DATA IN THIS EXERCISE.
((
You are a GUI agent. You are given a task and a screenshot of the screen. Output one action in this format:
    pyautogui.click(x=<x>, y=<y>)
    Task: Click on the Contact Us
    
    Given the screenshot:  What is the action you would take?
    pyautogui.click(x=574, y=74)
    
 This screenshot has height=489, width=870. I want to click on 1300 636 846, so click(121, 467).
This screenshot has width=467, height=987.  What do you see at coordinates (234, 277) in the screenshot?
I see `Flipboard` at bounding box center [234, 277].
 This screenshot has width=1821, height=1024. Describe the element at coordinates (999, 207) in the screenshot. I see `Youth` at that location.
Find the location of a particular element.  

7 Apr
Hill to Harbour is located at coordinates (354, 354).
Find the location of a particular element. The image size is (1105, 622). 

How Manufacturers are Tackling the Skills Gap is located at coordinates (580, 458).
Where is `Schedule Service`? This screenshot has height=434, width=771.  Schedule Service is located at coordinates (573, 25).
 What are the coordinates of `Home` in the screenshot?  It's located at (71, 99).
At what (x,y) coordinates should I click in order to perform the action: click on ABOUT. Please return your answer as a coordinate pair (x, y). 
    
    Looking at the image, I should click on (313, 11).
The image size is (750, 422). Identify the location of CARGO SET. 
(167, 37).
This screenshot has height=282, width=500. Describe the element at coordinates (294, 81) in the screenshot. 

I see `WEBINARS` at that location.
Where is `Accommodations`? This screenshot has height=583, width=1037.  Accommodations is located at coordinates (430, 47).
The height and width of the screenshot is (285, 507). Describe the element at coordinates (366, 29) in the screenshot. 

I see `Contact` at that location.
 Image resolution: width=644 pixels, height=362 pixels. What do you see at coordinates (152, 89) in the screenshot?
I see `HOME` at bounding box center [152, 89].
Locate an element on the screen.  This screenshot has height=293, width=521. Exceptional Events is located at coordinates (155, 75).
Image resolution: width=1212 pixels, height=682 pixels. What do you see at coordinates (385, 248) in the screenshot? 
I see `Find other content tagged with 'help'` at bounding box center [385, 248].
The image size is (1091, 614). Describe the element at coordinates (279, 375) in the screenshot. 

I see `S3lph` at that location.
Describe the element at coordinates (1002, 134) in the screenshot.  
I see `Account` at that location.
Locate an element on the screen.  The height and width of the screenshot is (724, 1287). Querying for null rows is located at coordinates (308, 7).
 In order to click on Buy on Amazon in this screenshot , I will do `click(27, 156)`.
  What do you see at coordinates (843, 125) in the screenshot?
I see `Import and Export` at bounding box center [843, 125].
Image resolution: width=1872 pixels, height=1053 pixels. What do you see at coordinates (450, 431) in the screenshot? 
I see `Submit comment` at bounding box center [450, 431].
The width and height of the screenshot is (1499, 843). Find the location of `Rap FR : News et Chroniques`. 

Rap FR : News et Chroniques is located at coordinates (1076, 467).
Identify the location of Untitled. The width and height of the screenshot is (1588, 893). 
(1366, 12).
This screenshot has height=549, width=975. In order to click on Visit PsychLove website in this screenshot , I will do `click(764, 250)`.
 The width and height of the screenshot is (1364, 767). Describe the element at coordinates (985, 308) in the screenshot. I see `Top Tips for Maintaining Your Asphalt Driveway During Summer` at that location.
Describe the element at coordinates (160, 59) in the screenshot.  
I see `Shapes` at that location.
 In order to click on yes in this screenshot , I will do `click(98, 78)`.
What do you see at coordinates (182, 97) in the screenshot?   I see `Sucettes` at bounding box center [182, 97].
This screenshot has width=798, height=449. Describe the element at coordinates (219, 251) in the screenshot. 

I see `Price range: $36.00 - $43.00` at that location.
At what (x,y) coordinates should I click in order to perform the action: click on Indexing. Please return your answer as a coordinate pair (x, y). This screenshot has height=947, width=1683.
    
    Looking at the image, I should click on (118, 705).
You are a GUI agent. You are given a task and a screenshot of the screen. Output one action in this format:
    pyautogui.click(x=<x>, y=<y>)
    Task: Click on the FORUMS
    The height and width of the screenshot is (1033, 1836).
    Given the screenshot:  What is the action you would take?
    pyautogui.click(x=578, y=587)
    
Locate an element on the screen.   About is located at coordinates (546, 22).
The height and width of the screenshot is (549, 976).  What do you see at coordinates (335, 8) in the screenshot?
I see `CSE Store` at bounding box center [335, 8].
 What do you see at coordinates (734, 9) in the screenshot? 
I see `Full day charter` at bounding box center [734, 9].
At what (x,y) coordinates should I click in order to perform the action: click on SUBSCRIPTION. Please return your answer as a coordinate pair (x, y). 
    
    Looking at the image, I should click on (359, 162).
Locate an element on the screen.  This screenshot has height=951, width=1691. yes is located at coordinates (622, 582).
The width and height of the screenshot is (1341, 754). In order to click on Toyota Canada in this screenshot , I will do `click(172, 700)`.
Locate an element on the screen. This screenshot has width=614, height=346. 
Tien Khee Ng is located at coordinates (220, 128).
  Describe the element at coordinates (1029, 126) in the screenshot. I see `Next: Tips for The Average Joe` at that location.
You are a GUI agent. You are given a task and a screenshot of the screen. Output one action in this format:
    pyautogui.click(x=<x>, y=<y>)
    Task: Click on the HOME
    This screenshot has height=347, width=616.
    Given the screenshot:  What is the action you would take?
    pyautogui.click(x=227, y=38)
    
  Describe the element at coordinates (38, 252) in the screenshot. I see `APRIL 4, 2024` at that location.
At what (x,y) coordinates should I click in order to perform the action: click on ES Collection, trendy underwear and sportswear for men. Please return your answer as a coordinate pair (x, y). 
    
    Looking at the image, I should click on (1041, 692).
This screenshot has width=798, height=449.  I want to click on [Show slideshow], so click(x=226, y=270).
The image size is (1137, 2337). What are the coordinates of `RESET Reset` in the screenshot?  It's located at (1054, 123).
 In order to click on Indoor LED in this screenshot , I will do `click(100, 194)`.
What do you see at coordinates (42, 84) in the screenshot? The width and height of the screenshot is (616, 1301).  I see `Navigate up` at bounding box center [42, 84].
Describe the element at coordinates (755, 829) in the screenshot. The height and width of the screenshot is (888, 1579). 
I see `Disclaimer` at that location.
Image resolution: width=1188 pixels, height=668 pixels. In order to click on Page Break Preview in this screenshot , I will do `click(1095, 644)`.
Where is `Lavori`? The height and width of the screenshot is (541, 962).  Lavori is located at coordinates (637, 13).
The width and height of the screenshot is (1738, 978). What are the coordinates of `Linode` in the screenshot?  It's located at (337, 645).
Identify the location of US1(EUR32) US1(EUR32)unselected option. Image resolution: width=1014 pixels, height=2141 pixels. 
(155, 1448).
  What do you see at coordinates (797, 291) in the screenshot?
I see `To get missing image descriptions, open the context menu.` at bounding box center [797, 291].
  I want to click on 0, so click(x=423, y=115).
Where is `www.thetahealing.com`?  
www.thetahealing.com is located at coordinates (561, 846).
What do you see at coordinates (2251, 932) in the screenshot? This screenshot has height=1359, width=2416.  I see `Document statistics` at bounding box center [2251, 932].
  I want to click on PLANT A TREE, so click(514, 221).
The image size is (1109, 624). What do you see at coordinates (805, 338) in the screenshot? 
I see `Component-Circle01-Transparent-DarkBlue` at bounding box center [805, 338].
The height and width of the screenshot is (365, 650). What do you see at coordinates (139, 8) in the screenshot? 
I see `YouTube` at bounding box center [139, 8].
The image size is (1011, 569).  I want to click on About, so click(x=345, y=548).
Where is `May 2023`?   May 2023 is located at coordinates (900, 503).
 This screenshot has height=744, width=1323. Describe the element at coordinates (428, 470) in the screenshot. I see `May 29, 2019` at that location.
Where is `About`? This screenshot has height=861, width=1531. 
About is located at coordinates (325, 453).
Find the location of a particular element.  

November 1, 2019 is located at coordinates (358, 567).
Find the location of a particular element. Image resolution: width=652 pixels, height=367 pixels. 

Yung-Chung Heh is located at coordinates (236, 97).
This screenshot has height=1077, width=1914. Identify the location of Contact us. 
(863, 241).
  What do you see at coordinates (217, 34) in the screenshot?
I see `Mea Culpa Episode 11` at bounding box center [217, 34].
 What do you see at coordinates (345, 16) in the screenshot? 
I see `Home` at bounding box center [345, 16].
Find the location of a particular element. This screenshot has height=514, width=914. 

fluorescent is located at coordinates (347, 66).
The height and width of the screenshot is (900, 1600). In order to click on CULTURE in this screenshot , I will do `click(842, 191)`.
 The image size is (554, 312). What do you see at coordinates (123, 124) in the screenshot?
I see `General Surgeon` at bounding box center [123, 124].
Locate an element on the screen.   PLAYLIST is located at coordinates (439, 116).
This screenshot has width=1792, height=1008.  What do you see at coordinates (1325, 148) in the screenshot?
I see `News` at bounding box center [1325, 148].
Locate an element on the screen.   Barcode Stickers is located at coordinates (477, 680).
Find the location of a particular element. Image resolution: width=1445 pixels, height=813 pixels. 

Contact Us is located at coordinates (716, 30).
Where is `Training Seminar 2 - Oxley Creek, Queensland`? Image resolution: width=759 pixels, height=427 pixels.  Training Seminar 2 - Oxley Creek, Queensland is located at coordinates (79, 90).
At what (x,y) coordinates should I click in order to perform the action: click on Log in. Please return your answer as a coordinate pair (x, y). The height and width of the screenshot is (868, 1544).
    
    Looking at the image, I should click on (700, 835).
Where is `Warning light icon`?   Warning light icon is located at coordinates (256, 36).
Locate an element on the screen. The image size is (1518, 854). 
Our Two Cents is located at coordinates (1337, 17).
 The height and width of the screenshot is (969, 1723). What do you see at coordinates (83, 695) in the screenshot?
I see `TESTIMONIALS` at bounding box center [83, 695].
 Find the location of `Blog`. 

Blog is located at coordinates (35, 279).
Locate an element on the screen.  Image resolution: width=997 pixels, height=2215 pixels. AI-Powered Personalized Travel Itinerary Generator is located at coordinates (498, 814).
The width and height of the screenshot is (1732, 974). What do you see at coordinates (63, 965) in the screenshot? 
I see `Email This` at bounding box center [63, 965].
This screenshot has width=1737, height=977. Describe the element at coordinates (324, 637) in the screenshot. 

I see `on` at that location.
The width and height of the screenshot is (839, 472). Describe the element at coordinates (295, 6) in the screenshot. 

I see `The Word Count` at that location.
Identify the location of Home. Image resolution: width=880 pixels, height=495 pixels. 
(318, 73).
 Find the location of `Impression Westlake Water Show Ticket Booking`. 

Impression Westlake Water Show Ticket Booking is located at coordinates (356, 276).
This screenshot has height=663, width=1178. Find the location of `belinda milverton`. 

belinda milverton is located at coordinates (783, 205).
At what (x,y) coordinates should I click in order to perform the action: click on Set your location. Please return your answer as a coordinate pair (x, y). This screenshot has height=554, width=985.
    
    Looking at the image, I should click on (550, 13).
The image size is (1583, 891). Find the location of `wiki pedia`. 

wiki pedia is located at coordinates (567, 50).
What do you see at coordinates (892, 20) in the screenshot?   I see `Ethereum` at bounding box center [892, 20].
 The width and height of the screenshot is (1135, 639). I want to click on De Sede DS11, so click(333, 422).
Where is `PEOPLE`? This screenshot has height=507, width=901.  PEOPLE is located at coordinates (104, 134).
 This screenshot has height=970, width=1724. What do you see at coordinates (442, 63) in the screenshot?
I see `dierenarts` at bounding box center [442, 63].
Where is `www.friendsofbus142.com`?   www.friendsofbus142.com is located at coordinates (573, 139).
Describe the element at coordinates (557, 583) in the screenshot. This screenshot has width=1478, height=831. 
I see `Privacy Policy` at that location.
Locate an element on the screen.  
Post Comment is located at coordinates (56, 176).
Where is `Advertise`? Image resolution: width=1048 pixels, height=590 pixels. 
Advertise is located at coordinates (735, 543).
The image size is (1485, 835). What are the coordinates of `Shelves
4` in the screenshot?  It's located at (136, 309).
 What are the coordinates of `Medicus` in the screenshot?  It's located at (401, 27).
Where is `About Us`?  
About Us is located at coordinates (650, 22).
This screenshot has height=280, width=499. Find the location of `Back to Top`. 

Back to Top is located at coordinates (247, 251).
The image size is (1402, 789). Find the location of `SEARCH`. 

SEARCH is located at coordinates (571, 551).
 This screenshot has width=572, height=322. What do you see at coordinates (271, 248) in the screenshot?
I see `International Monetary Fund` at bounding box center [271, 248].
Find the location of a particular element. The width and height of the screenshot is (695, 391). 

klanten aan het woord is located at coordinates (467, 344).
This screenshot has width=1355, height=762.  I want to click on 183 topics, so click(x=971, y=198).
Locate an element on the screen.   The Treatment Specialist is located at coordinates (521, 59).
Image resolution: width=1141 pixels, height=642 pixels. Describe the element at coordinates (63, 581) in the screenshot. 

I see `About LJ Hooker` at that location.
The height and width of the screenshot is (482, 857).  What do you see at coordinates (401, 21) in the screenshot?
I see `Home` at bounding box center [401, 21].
))
HOW TO COMPLETE THIS TASK.
Give back exactly the lines of the listing above that run from the line with "The height and width of the screenshot is (1033, 1836)." to the line with "The width and height of the screenshot is (1341, 754).", inclusive.

SOLUTION FOR THIS EXERCISE.
    The height and width of the screenshot is (1033, 1836).
    Given the screenshot:  What is the action you would take?
    pyautogui.click(x=578, y=587)
    
Locate an element on the screen.   About is located at coordinates (546, 22).
The height and width of the screenshot is (549, 976).  What do you see at coordinates (335, 8) in the screenshot?
I see `CSE Store` at bounding box center [335, 8].
 What do you see at coordinates (734, 9) in the screenshot? 
I see `Full day charter` at bounding box center [734, 9].
At what (x,y) coordinates should I click in order to perform the action: click on SUBSCRIPTION. Please return your answer as a coordinate pair (x, y). 
    
    Looking at the image, I should click on (359, 162).
Locate an element on the screen.  This screenshot has height=951, width=1691. yes is located at coordinates (622, 582).
The width and height of the screenshot is (1341, 754). In order to click on Toyota Canada in this screenshot , I will do `click(172, 700)`.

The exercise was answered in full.